You probably know, intellectually at least, how this works. When you feel abandoned because your friend hasn't called you in two weeks, you might understand that it isn't because he's stopped liking you. You may even realize, especially if you've done some therapy, that his silence is triggering one of your old samskaric grooves—perhaps a childhood memory of abandonment. But that doesn't necessarily stop you from reacting. Samskaras are powerful, which is why knowing better doesn't always change our behavior. There's a weight to those accumulated impressions. They are, on a daily basis, the reason why we think and feel the way we do.
That's both good news and bad news. The bad news about samskaric grooves is that as long as the negative ones are in place, it's hard to escape the limitations imposed by our personal history. The good news, however, is that we can change those grooves. The brain is so fluid and malleable, so prone to take and hold impressions, that when we keep leading it into new pathways, the accumulation of new insights, practices, and experiences will eventually overwhelm the old ones, and even, given the right circumstances, eliminate them entirely.
The Wake-up Call
I recently had the opportunity to watch one of my students going through this process. Dale, a magazine editor, routinely took out her frustration at work by criticizing her subordinates. One evening she read a book by psychologist Scott Peck, in which Peck defined 'evil' as "using power to avoid spiritual growth." As an ex-Catholic, it was the word 'evil' that got her. She saw that her outbursts at others came from precisely the impulse the book was describing; she was off-loading blame onto other people rather than looking at the sources of her own pain and frustration. That night, she lay in bed, filled with confusion and remorse, asking herself, "What can I do to change this?"
To break a pattern in ourselves, we often need some sort of shock, a wake-up call from outside. That's because inner patterns tend to self-perpetuate. Unless something comes along to wake us up, show us our pattern, or push us out of the trough, we'll often go on looping around in the old grooves forever. The aftermath of such a shock creates a powerful field for change.
In fact, any moment in which we acutely feel the need for change is fruitful. When people ask me how they can change the qualities in themselves that create suffering—qualities like anger, or intense jealousy, or fear—I like to paraphrase the poet Kabir: It's the intensity of longing for change that does the work.
That night, as Dale lay in bed, she decided to treat her anger like an addiction, and ask for help. The next morning, at the daily office touch-base, she told her co-workers that she realized her temper tantrums were difficult for everyone and that she wanted to stop having them. She asked them to help her by giving her a signal when they saw her being harsh. They agreed. After a few days in which the signals came several times an hour, Dale realized that when she was being coercive with others, she spoke in a particular tone of voice.
Make Your Break
At that point, she came up with an internal self-inquiry process that any of us might find useful for breaking a samskaric pattern. Here's how it worked:
Dale would pay attention to the tone of her own voice, and notice when it sounded coercive or angry. Then she would recall the feeling that had come up just before her voice changed. She realized that her urge to say something harsh or cruel always started with the same set of feelings—part anxiety, part frustration, but more surprisingly, a kind of self-righteous feeling of excitement and power that she rather enjoyed. That sense of power would impel her to raise her voice and say things that made other people wilt.
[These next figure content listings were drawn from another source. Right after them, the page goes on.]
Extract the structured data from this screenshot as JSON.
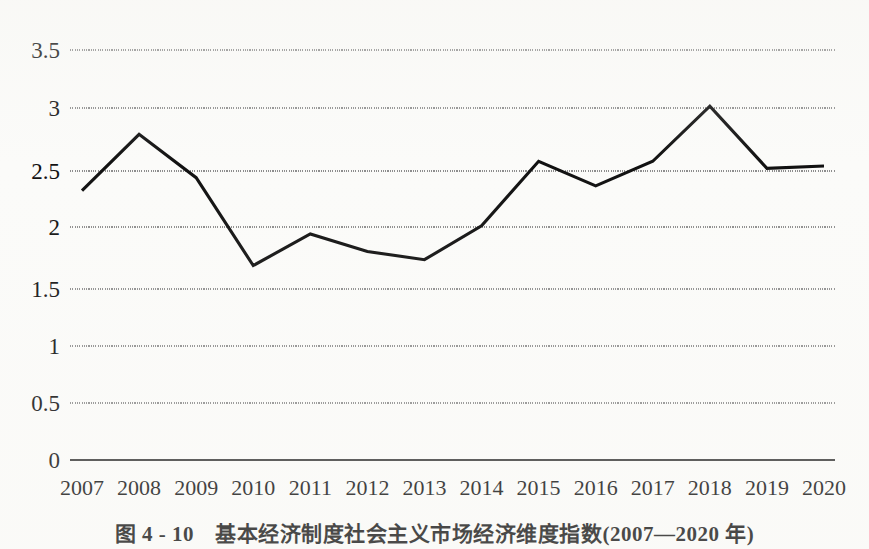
{
  "chart_data": {
    "type": "line",
    "title": "",
    "xlabel": "",
    "ylabel": "",
    "categories": [
      "2007",
      "2008",
      "2009",
      "2010",
      "2011",
      "2012",
      "2013",
      "2014",
      "2015",
      "2016",
      "2017",
      "2018",
      "2019",
      "2020"
    ],
    "values": [
      2.3,
      2.78,
      2.41,
      1.66,
      1.93,
      1.78,
      1.71,
      2.0,
      2.55,
      2.34,
      2.55,
      3.02,
      2.49,
      2.51
    ],
    "series": [
      {
        "name": "基本经济制度社会主义市场经济维度指数",
        "values": [
          2.3,
          2.78,
          2.41,
          1.66,
          1.93,
          1.78,
          1.71,
          2.0,
          2.55,
          2.34,
          2.55,
          3.02,
          2.49,
          2.51
        ]
      }
    ],
    "ylim": [
      0,
      3.5
    ],
    "yticks": [
      0,
      0.5,
      1,
      1.5,
      2,
      2.5,
      3,
      3.5
    ],
    "ytick_labels": [
      "0",
      "0.5",
      "1",
      "1.5",
      "2",
      "2.5",
      "3",
      "3.5"
    ],
    "grid": true,
    "grid_axis": "y",
    "legend": false,
    "legend_position": "none",
    "line_color": "#111111",
    "grid_color": "#8d8d8d",
    "background_color": "#fbfbf9"
  },
  "caption": {
    "full_text": "图 4 - 10　基本经济制度社会主义市场经济维度指数(2007—2020 年)",
    "figure_number": "图 4 - 10",
    "figure_title": "基本经济制度社会主义市场经济维度指数",
    "period": "(2007—2020 年)"
  }
}
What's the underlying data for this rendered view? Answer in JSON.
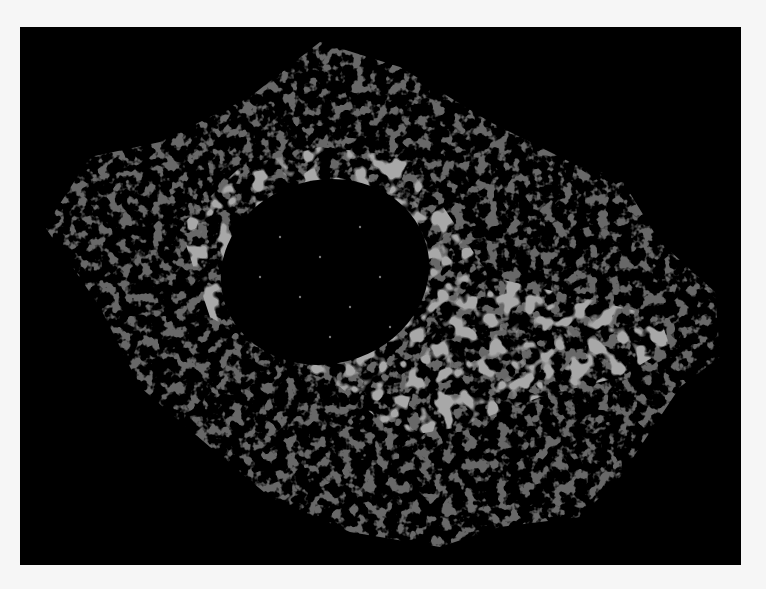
{
  "image": {
    "subject": "fluorescence micrograph of a cell showing filament network around a dark nucleus",
    "colors": {
      "background": "#000000",
      "border": "#f6f6f6",
      "filaments": "#7a7a7a",
      "bright_network": "#a8a8a8"
    }
  }
}
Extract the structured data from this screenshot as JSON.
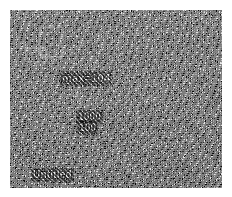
{
  "image": {
    "kind": "dithered-bitmap",
    "description": "1-bit halftone / error-diffusion dithered grayscale bitmap",
    "canvas": {
      "width": 232,
      "height": 197,
      "content_left": 10,
      "content_top": 10,
      "content_width": 212,
      "content_height": 178,
      "margin_color": "#ffffff"
    },
    "palette": {
      "ink": "#000000",
      "paper": "#ffffff",
      "overlay_text": "#f0f0f0",
      "overlay_stroke": "#cfcfcf"
    },
    "pattern": {
      "type": "diagonal-checker-halftone",
      "cell_px": 3,
      "angle_deg": 45
    }
  },
  "annotations": {
    "center_label": "max=104",
    "stack_upper": "1000",
    "stack_lower": "100",
    "corner_label": "Untitled"
  },
  "shapes": {
    "boxes": [
      {
        "name": "upper-left-box",
        "x": 40,
        "y": 27,
        "w": 22,
        "h": 30
      },
      {
        "name": "lower-left-box",
        "x": 26,
        "y": 48,
        "w": 20,
        "h": 14
      }
    ],
    "leaders": [
      {
        "name": "center-leader",
        "x1": 74,
        "y1": 86,
        "x2": 82,
        "y2": 108
      },
      {
        "name": "right-leader",
        "x1": 138,
        "y1": 104,
        "x2": 138,
        "y2": 126
      }
    ]
  }
}
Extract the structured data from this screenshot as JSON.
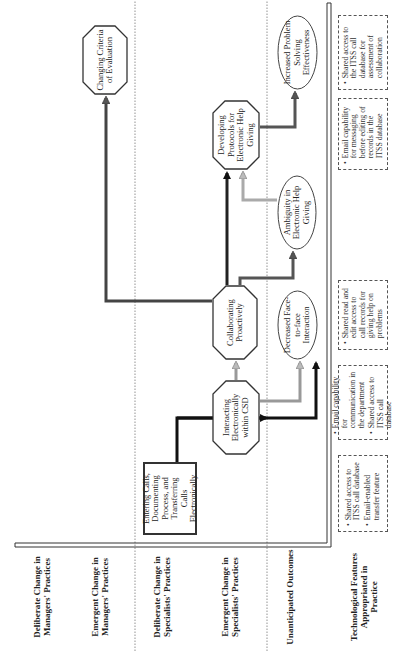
{
  "rows": [
    {
      "id": "deliberate-managers",
      "label": "Deliberate Change in Managers' Practices"
    },
    {
      "id": "emergent-managers",
      "label": "Emergent Change in Managers' Practices"
    },
    {
      "id": "deliberate-specialists",
      "label": "Deliberate Change in Specialists' Practices"
    },
    {
      "id": "emergent-specialists",
      "label": "Emergent Change in Specialists' Practices"
    },
    {
      "id": "unanticipated",
      "label": "Unanticipated Outcomes"
    },
    {
      "id": "features",
      "label": "Technological Features Appropriated in Practice"
    }
  ],
  "nodes": {
    "entering_calls": "Entering Calls, Documenting Process, and Transferring Calls Electronically",
    "interacting": "Interacting Electronically within CSD",
    "collaborating": "Collaborating Proactively",
    "developing": "Developing Protocols for Electronic Help Giving",
    "changing_criteria": "Changing Criteria of Evaluation",
    "decreased": "Decreased Face-to-face Interaction",
    "ambiguity": "Ambiguity in Electronic Help Giving",
    "increased": "Increased Problem Solving Effectiveness"
  },
  "features": [
    {
      "items": [
        "Shared access to ITSS call database",
        "Email-enabled transfer feature"
      ]
    },
    {
      "items": [
        "Email capability for communication in the department",
        "Shared access to ITSS call database"
      ]
    },
    {
      "items": [
        "Shared read and edit access to call records for giving help on problems"
      ]
    },
    {
      "items": [
        "Email capability for messaging before editing of records in the ITSS database"
      ]
    },
    {
      "items": [
        "Shared access to the ITSS call database for assessment of collaboration"
      ]
    }
  ],
  "colors": {
    "dark_arrow": "#1a1a1a",
    "medium_arrow": "#555555",
    "light_arrow": "#9a9a9a",
    "line": "#333333"
  }
}
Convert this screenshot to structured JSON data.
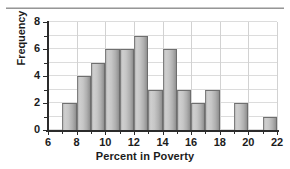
{
  "chart_data": {
    "type": "bar",
    "title": "",
    "xlabel": "Percent in Poverty",
    "ylabel": "Frequency",
    "xlim": [
      6,
      22
    ],
    "ylim": [
      0,
      8
    ],
    "grid": true,
    "legend_position": "none",
    "bin_width": 1,
    "xtick_labels": [
      "6",
      "8",
      "10",
      "12",
      "14",
      "16",
      "18",
      "20",
      "22"
    ],
    "xtick_values": [
      6,
      8,
      10,
      12,
      14,
      16,
      18,
      20,
      22
    ],
    "xtick_minor_values": [
      7,
      9,
      11,
      13,
      15,
      17,
      19,
      21
    ],
    "ytick_labels": [
      "0",
      "2",
      "4",
      "6",
      "8"
    ],
    "ytick_values": [
      0,
      2,
      4,
      6,
      8
    ],
    "ytick_minor_values": [
      1,
      3,
      5,
      7
    ],
    "categories": [
      "7-8",
      "8-9",
      "9-10",
      "10-11",
      "11-12",
      "12-13",
      "13-14",
      "14-15",
      "15-16",
      "16-17",
      "17-18",
      "18-19",
      "19-20",
      "20-21",
      "21-22"
    ],
    "bin_starts": [
      7,
      8,
      9,
      10,
      11,
      12,
      13,
      14,
      15,
      16,
      17,
      18,
      19,
      20,
      21
    ],
    "bin_ends": [
      8,
      9,
      10,
      11,
      12,
      13,
      14,
      15,
      16,
      17,
      18,
      19,
      20,
      21,
      22
    ],
    "values": [
      2,
      4,
      5,
      6,
      6,
      7,
      3,
      6,
      3,
      2,
      3,
      0,
      2,
      0,
      1
    ],
    "total_count": 50,
    "colors": {
      "bar_fill_light": "#cfcfcf",
      "bar_fill_dark": "#8e8e8e",
      "bar_edge": "#6f6f6f",
      "gridline": "#dcdcdc",
      "axis": "#2b2b2b",
      "text": "#1c1c1c",
      "background": "#ffffff"
    }
  }
}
Once she'd identified the feeling, she began to try and recognize it each time it arose, before she acted it out. Then, she'd stop and ask herself a question, like "Do you really want to say what you're about to say?" or "Are things really the way you think they are?"
Because of her burning desire to change, and her willingness to work at it, Dale found herself on a transformative fast track. Within weeks, her co-workers were commenting on how much nicer she seemed, how much easier to work with. "I was so much happier," Dale said. "I think it was the first time in my work life that I felt people actually liked being with me." In fact, for a while, she felt sure that she'd accomplished a miracle, an instant turn-around in her way of being.
It turned out not to be quite so simple. But Dale had actually stumbled on one of the basic formulas for inner transformation or breakthrough. First, she'd received a wake-up call. She'd let it penetrate, and she'd discovered in herself a powerful motivation. Then she'd asked for help in making her desired change—in this case from the people around her. Third, she'd found a method, self-inquiry, that enabled her to identify her patterns so that she could become aware of exactly which behaviors and reactions she wanted to change. There was an essential yogic principle at work; just as the Yogasutras counsel, Dale was combining practice with strong aspiration, and the result was allowing her to bypass her old samskaric grooves, and create new ones.